Home uGenie: Meta-Middleman for Online Shopping

uGenie: Meta-Middleman for Online Shopping

While I was in San
Francisco, I met up with uGenie co-founder and President Harish Abbott. uGenie is a comparison shopping service that not only
finds the best price on a single product, but on groups of products which it calls a
‘bundle’. uGenie computes the bottom-line price (including shipping, taxes, and
discounts) and claims to “find the cheapest way to buy the exact items you want from one
or more merchant sites.” It also offers filtering features – such as Merchant Rating
(e.g. 3 stars), Item Condition, Shipping Options, Promotions, etc.

I asked Harish what he thinks is the market potential for ugenie and ‘bundles’ in
general? He told me that bundles are obviously useful for “anything that we buy which
requires us to have multiple items to achieve one goal” – for example a desktop computer,
travel, home theatre system. Less obviously perhaps, Harish said that bundles can be
“things that on the surface seem unrelated but are linked through our interests or
situations” – e.g. an Amazon Wish List, or a shopping list.

uGenie seems to be a classic middleman, but for the Web age – i.e. it aggregates and
filters other middlemen (online retailers like Amazon and BestBuy). In order to get real
time prices and accurate transactional data such as shipping, taxes, coupons and
discounts; uGenie scrapes prices real time and their system has the ability to calculate
most coupons and apply them real time too. Harish also told me their algorithms “can
crunch through millions of options in milli seconds”.

Why uGenie can’t automate the ‘last mile’ of transactions

However as of now uGenie is not an entirely automated process. Once the best pricing
for a bundle is found, the consumer then has to manually complete the
transaction. In other words, the consumer needs to go through the check-out process at
each vendor’s website. The best uGenie can do now and in the forseeable future is to give
the consumer a step-by-step list of things they need to do to complete their bundle
purchase.

So I asked Harish what some of the challenges of getting shopping sites to
auto-process bundles – will this be possible in the near future? He told me:

“For now we guide the user through the checkout process in terms of buying different
items. The user can click on the buy now clicks and a new window opens up for each
merchant. We are working to streamline this process so that user does not need to reenter
information on multiple sites. We also closely monitoring efforts on the universal
shopping cart taken by other merchants.”

What it comes down to is that the big online retailers – Amazon, Barnes&Noble,
BestBuy, etc – have little incentive to automate bundle transactions. If consumers could
do that, then why not just go to the wholesalers directly to source items for their
bundles? The retailers are already essentially middlemen, so uGenie – as a meta-middleman
– is a threat to the existing e-commerce retailers.

Future directions for uGenie

I asked Harish where they’re headed with the product over the next few years. He told
me their core focus on “true price discovery” will be strengthened by expanding their
merchant set and continuing to improve the accuracy of prices. They are also working
with merchants to “create more efficiency into the commerce supply chain so that we can
deliver extra savings to our customers” – translation: trying to get retailers to cut
them some slack!

uGenie will soon be launching more new categories for bundling. They will also push
the use of tags and voting to “help us build the community around shopping”. The idea
here is that users can discover new bundles by searching on what others have tagged their
bundles – e.g. if you purchase a birthday gift for your Mom, then others can search on
the tag “mom” and perhaps find an appropriate pre-packaged bundle. Harish says “this is a
massive shift from an editorial driven categorization of products, which in our opinion
is myopic.”

Summary

uGenie is currently a slick product, with a lovely user experience. The only sticking
point is that ‘last mile’ of the bundle purchase. Having to manually complete the process
and making transactions at 3-4 different retailers is a lot of effort for consumers. If
uGenie or any of its competitors can solve this issue, then I can see such a product
being a huge success. For now it remains a promising, well-designed solution that gets
consumers 75% of the way to online shopping nirvana.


* **WORK INSTRUCTIONS**
Every line below that holds the string "What" should be copied out.

* **TASK INPUTS**
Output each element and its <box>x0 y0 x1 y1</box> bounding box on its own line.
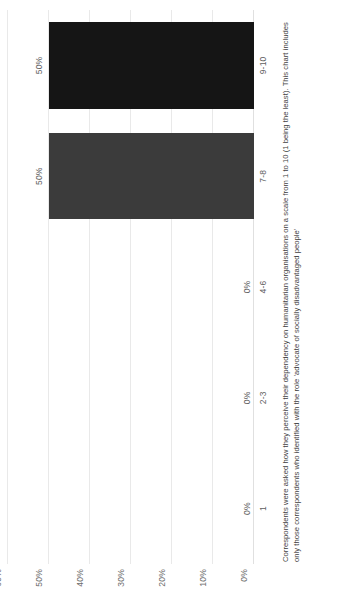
bar-9-10[interactable] <box>49 22 254 108</box>
chart-caption: Correspondents were asked how they perce… <box>280 12 302 562</box>
bar-chart-figure: 60% 50% 40% 30% 20% 10% 0% <box>0 0 349 602</box>
bar-value-label-1: 0% <box>242 502 252 515</box>
bar-slot-7-8[interactable]: 50% <box>8 121 254 232</box>
bar-value-label-2-3: 0% <box>242 391 252 404</box>
y-axis-tick-0: 0% <box>239 569 249 582</box>
x-axis: 1 2-3 4-6 7-8 9-10 <box>258 10 274 564</box>
bar-value-label-7-8: 50% <box>34 167 44 185</box>
y-axis-tick-10: 10% <box>198 569 208 587</box>
bar-slot-4-6[interactable]: 0% <box>8 232 254 343</box>
x-axis-label-7-8: 7-8 <box>258 121 274 232</box>
bar-series: 0% 0% 0% 50% 50% <box>8 10 254 564</box>
y-axis-tick-50: 50% <box>34 569 44 587</box>
bar-value-label-4-6: 0% <box>242 281 252 294</box>
y-axis-tick-20: 20% <box>157 569 167 587</box>
y-axis-tick-60: 60% <box>0 569 3 587</box>
y-axis-tick-40: 40% <box>75 569 85 587</box>
x-axis-label-2-3: 2-3 <box>258 342 274 453</box>
bar-value-label-9-10: 50% <box>34 57 44 75</box>
y-axis-tick-30: 30% <box>116 569 126 587</box>
bar-7-8[interactable] <box>49 133 254 219</box>
bar-slot-2-3[interactable]: 0% <box>8 342 254 453</box>
x-axis-label-9-10: 9-10 <box>258 10 274 121</box>
bar-slot-9-10[interactable]: 50% <box>8 10 254 121</box>
rotated-figure-container: 60% 50% 40% 30% 20% 10% 0% <box>0 0 349 602</box>
plot-area: 60% 50% 40% 30% 20% 10% 0% <box>8 10 254 564</box>
bar-slot-1[interactable]: 0% <box>8 453 254 564</box>
x-axis-label-1: 1 <box>258 453 274 564</box>
x-axis-label-4-6: 4-6 <box>258 232 274 343</box>
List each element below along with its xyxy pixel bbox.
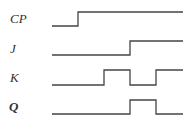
- timing-diagram: CP J K Q: [0, 0, 193, 126]
- signal-label-q: Q: [9, 99, 19, 114]
- signal-j: J: [10, 41, 183, 56]
- signal-k: K: [9, 70, 183, 85]
- waveform-q: [52, 100, 183, 114]
- signal-q: Q: [9, 99, 183, 114]
- waveform-j: [52, 41, 183, 55]
- signal-cp: CP: [10, 11, 183, 26]
- signal-label-cp: CP: [10, 11, 27, 26]
- signal-label-j: J: [10, 41, 17, 56]
- waveform-cp: [52, 12, 183, 26]
- waveform-k: [52, 70, 183, 85]
- signal-label-k: K: [9, 70, 20, 85]
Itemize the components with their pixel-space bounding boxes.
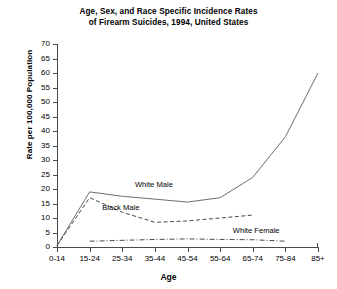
series-label: Black Male — [102, 204, 139, 212]
series-label: White Female — [233, 227, 280, 235]
plot-area — [0, 0, 337, 289]
series-line — [90, 239, 286, 241]
chart-container: Age, Sex, and Race Specific Incidence Ra… — [0, 0, 337, 289]
series-label: White Male — [135, 181, 173, 189]
series-line — [57, 198, 253, 246]
series-line — [57, 73, 318, 246]
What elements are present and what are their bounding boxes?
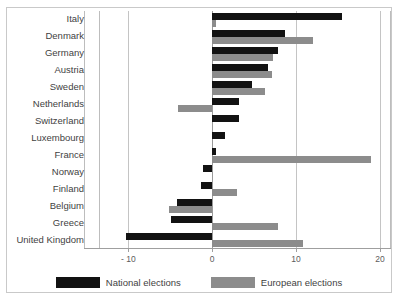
bar-european xyxy=(212,37,313,44)
bar-european xyxy=(212,20,216,27)
chart-page: ItalyDenmarkGermanyAustriaSwedenNetherla… xyxy=(0,0,398,304)
bar-national xyxy=(212,148,215,155)
category-label: United Kingdom xyxy=(16,235,84,245)
legend-label: National elections xyxy=(106,277,181,288)
bar-national xyxy=(171,216,212,223)
legend-swatch-icon xyxy=(56,277,100,288)
category-label: Switzerland xyxy=(35,116,84,126)
x-tick-label: 10 xyxy=(291,254,300,264)
category-label: Greece xyxy=(53,218,84,228)
bar-national xyxy=(126,233,212,240)
category-label: Luxembourg xyxy=(31,133,84,143)
category-label: Netherlands xyxy=(33,99,84,109)
bar-national xyxy=(201,182,212,189)
bar-national xyxy=(212,13,342,20)
bar-european xyxy=(169,206,213,213)
category-label: Norway xyxy=(52,167,84,177)
gridline xyxy=(296,11,297,248)
legend-item[interactable]: National elections xyxy=(56,277,181,288)
bar-european xyxy=(212,156,370,163)
bar-national xyxy=(212,81,252,88)
gridline xyxy=(128,11,129,248)
x-tick-mark xyxy=(296,248,297,252)
x-tick-mark xyxy=(128,248,129,252)
x-tick-label: 0 xyxy=(210,254,215,264)
category-label: Denmark xyxy=(45,31,84,41)
bar-european xyxy=(212,240,303,247)
category-label: Germany xyxy=(45,48,84,58)
bar-european xyxy=(178,105,212,112)
category-label: Italy xyxy=(67,14,84,24)
bar-national xyxy=(212,132,225,139)
x-tick-mark xyxy=(212,248,213,252)
bar-european xyxy=(212,54,273,61)
category-label: France xyxy=(54,150,84,160)
category-label: Austria xyxy=(54,65,84,75)
category-label: Belgium xyxy=(50,201,84,211)
bar-national xyxy=(212,64,268,71)
x-tick-mark xyxy=(380,248,381,252)
x-axis-line xyxy=(84,248,391,249)
category-axis-labels: ItalyDenmarkGermanyAustriaSwedenNetherla… xyxy=(8,11,84,248)
plot-right-border xyxy=(390,11,391,248)
legend-item[interactable]: European elections xyxy=(211,277,342,288)
bar-national xyxy=(212,30,285,37)
bar-european xyxy=(212,189,237,196)
category-label: Sweden xyxy=(50,82,84,92)
gridline xyxy=(380,11,381,248)
label-column-divider-left xyxy=(84,11,85,248)
bar-european xyxy=(212,71,272,78)
bar-national xyxy=(177,199,212,206)
legend-label: European elections xyxy=(261,277,342,288)
chart-legend: National electionsEuropean elections xyxy=(0,277,398,288)
legend-swatch-icon xyxy=(211,277,255,288)
x-tick-label: - 10 xyxy=(121,254,136,264)
bar-national xyxy=(212,47,278,54)
bar-national xyxy=(212,115,239,122)
plot-area xyxy=(99,11,390,248)
category-label: Finland xyxy=(53,184,84,194)
bar-european xyxy=(212,88,265,95)
bar-european xyxy=(212,223,277,230)
x-tick-label: 20 xyxy=(375,254,384,264)
bar-national xyxy=(212,98,239,105)
bar-national xyxy=(203,165,212,172)
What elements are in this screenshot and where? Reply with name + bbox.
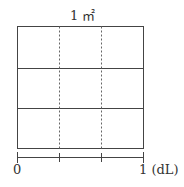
scale-bar xyxy=(18,152,144,163)
unit-square xyxy=(18,27,144,149)
scale-start-label: 0 xyxy=(13,162,21,177)
unit-square-diagram xyxy=(0,0,184,187)
scale-end-label: 1 (dL) xyxy=(139,162,179,177)
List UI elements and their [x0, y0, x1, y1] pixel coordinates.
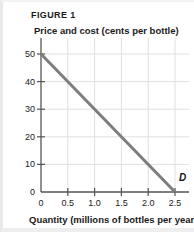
- axis-ticks: [37, 54, 175, 196]
- figure-panel: FIGURE 1 Price and cost (cents per bottl…: [0, 0, 194, 232]
- x-tick-label: 0.5: [55, 198, 81, 208]
- y-tick-label: 30: [15, 104, 35, 114]
- x-tick-label: 2.5: [162, 198, 188, 208]
- y-tick-label: 20: [15, 132, 35, 142]
- y-tick-label: 10: [15, 159, 35, 169]
- y-tick-label: 50: [15, 49, 35, 59]
- x-tick-label: 1.5: [108, 198, 134, 208]
- demand-curve: [41, 54, 175, 192]
- x-tick-label: 1.0: [82, 198, 108, 208]
- y-tick-label: 40: [15, 77, 35, 87]
- gridlines: [41, 38, 189, 192]
- y-tick-label: 0: [15, 187, 35, 197]
- x-tick-label: 0: [28, 198, 54, 208]
- x-tick-label: 2.0: [135, 198, 161, 208]
- demand-curve-label: D: [179, 172, 186, 183]
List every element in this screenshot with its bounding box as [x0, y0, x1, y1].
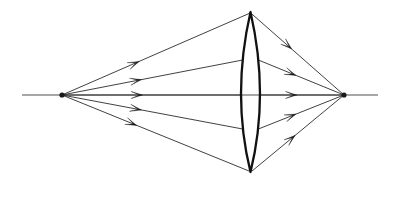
ray-diagram-canvas	[0, 0, 399, 197]
focus-point-marker	[341, 92, 346, 97]
source-point-marker	[59, 92, 64, 97]
ray-diagram-figure	[0, 0, 399, 197]
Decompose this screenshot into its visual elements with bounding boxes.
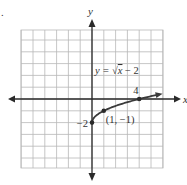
figure-marker: . <box>1 7 4 18</box>
y-axis-up-arrow <box>89 19 96 27</box>
points: −2(1, −1)4 <box>77 85 142 129</box>
function-label-y: y = <box>94 65 112 76</box>
point-label: 4 <box>133 85 139 96</box>
y-axis-down-arrow <box>89 173 96 181</box>
x-axis-label: x <box>182 93 187 105</box>
x-axis-right-arrow <box>174 96 181 103</box>
curve-arrowhead <box>155 92 162 98</box>
function-label: y = √x − 2 <box>94 65 139 76</box>
point-label: −2 <box>77 118 88 129</box>
graph: . −2(1, −1)4 y = √x − 2 x y <box>0 0 187 185</box>
point-marker <box>90 120 95 125</box>
point-label: (1, −1) <box>106 114 135 126</box>
y-axis-label: y <box>87 5 93 17</box>
function-label-constant: − 2 <box>122 65 138 76</box>
axes <box>8 19 181 181</box>
point-marker <box>137 97 142 102</box>
x-axis-left-arrow <box>8 96 15 103</box>
point-marker <box>102 109 107 114</box>
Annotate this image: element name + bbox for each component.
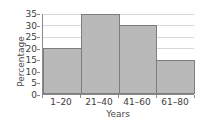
- y-tick-label: 10: [26, 67, 37, 76]
- x-tick-label: 21–40: [80, 97, 118, 109]
- bar-41-60: [119, 25, 158, 94]
- bar-21-40: [81, 14, 120, 94]
- y-tick-mark: [37, 72, 40, 73]
- y-tick-label: 15: [26, 56, 37, 65]
- x-tick-label: 61–80: [156, 97, 194, 109]
- y-tick-mark: [37, 37, 40, 38]
- y-tick-mark: [37, 49, 40, 50]
- y-tick-mark: [37, 60, 40, 61]
- bar-61-80: [156, 60, 195, 94]
- y-tick-label: 20: [26, 44, 37, 53]
- y-tick-mark: [37, 95, 40, 96]
- bar-1-20: [43, 48, 82, 94]
- x-tick-label: 1–20: [42, 97, 80, 109]
- y-tick-label: 35: [26, 10, 37, 19]
- y-tick-label: 30: [26, 21, 37, 30]
- x-axis-tick-labels: 1–20 21–40 41–60 61–80: [42, 97, 194, 109]
- plot-area: [42, 14, 194, 95]
- bar-series: [43, 14, 194, 94]
- x-tick-mark: [194, 95, 195, 98]
- y-tick-mark: [37, 14, 40, 15]
- x-tick-label: 41–60: [118, 97, 156, 109]
- x-axis-label: Years: [42, 109, 194, 119]
- histogram-chart: Percentage 0 5 10 15 20 25 30 35: [0, 0, 209, 123]
- y-axis-tick-labels: 0 5 10 15 20 25 30 35: [0, 14, 40, 95]
- y-tick-mark: [37, 26, 40, 27]
- y-tick-mark: [37, 83, 40, 84]
- y-tick-label: 25: [26, 33, 37, 42]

* **WRITTEN RESPONSE**
What elements are present and what are their bounding boxes?
What elements are in this screenshot and where? Reply with name + bbox.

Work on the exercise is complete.